Posted on: 4 July 2018

Most used oils are recyclable. However, each type of used oil can only be recycled in a specific way. If you have any kind of used oil laying around your home, garage, restaurant, etc., here is how to recycle each one in the way that is considered safe and acceptable by the EPA.

Bacon Grease

Bacon grease is recycled in the South for other cooking purposes. Typically, when the fat of bacon is made liquid, a home cook will catch the liquid grease in a metal container and keep the container covered. Then the bacon grease solidifies into a sort of lard. A Southern home cook uses this recycled bacon lard to make hoecakes (pancakes) and/or fry up a batch of hush puppies, donut holes, fried cornbread, or fry bread. It keeps the grease from collecting into a thick, pipe-clogging mess in your kitchen drains and plumbing, and creates some tasty foods!

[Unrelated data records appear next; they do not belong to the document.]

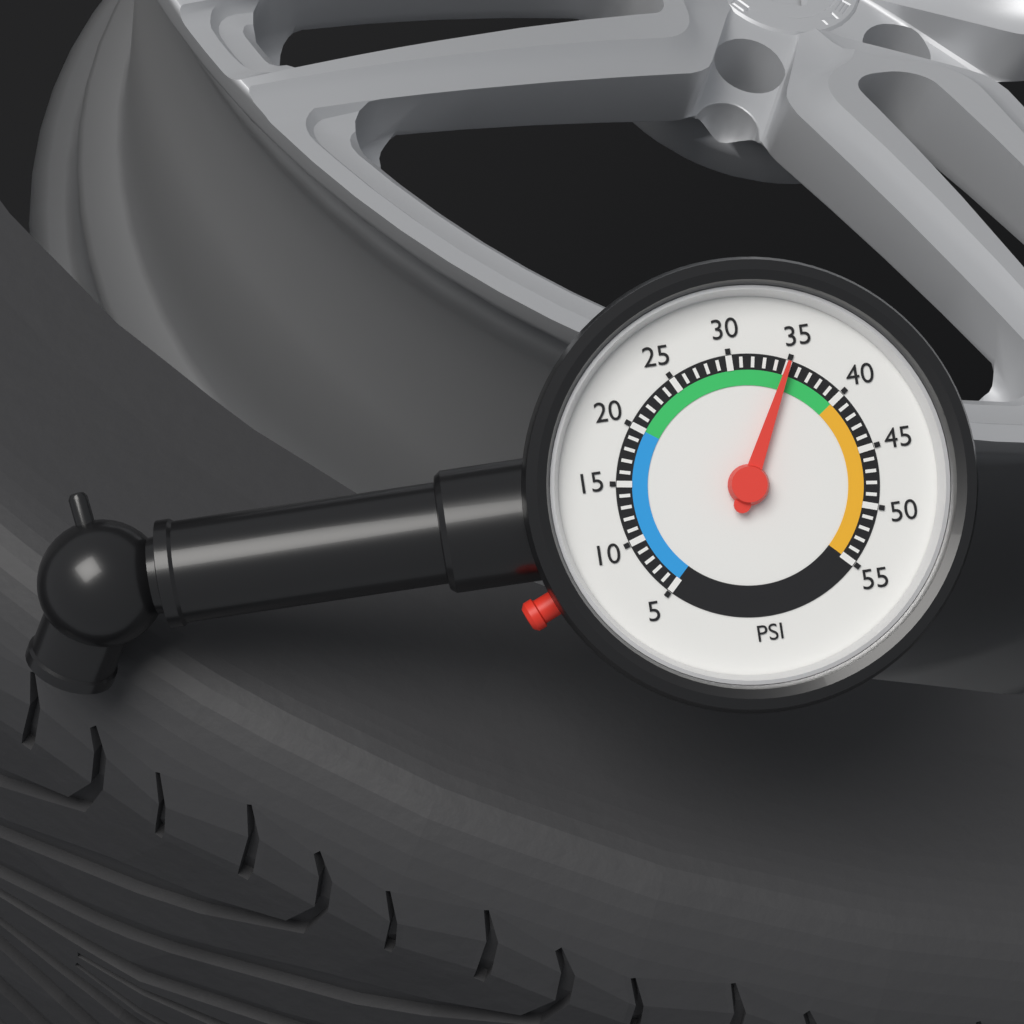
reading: 35 psi
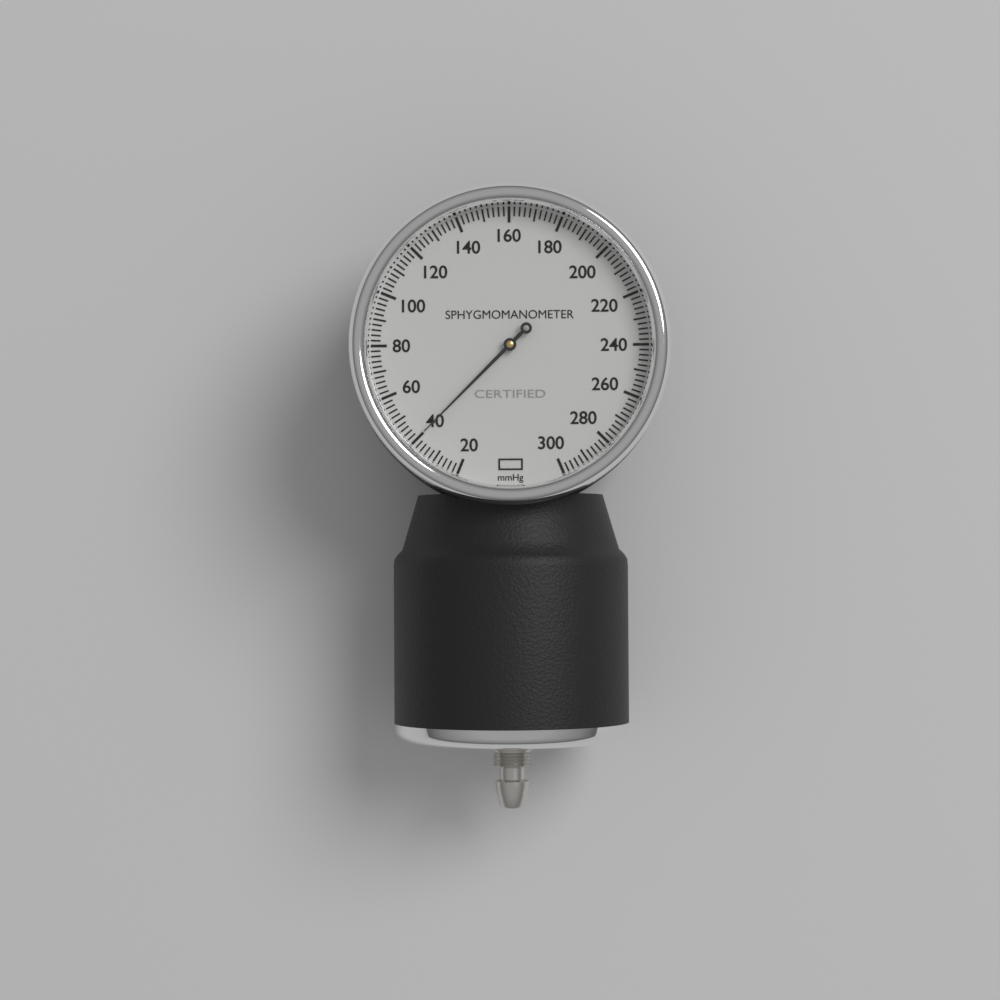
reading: 40 mmHg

Cooking Oil (in Restaurants)

Cooking oil in restaurants is collected in grease traps. Then the grease traps are emptied by special recycling companies who convert the collected and used cooking oil into methane. The methane then powers power plants, which supply electrical power to the communities in which these oil recycling plants reside. Some ingenious people also use used cooking oil to fuel special cars, but they often have to purify and clarify the used cooking oil first. 

Used Car Oil

In most cities and states, used car oil is supposed to be taken to the city dump in approved containers. You have to pay a fee for the dump to take the oil, but then the dump pours the used oil into drums. The drums are then taken to an oil refinery, where the oil is "cleaned" of all impurities and engine dirt particles. It has to go through this process a couple of times before it returns to its yellowish, "clean" color and can be bottled and sold as "new" oil.

You can also collect the used oil from DIY oil changes and place the used oil in a pre-approved drum. When the drum is full, you can take the drum directly to the nearest refinery yourself. You have to sign a form to surrender the barrel, but you typically do not have to pay anything for this. There may be a small charge to acquire a clean barrel if you want to repeat this process.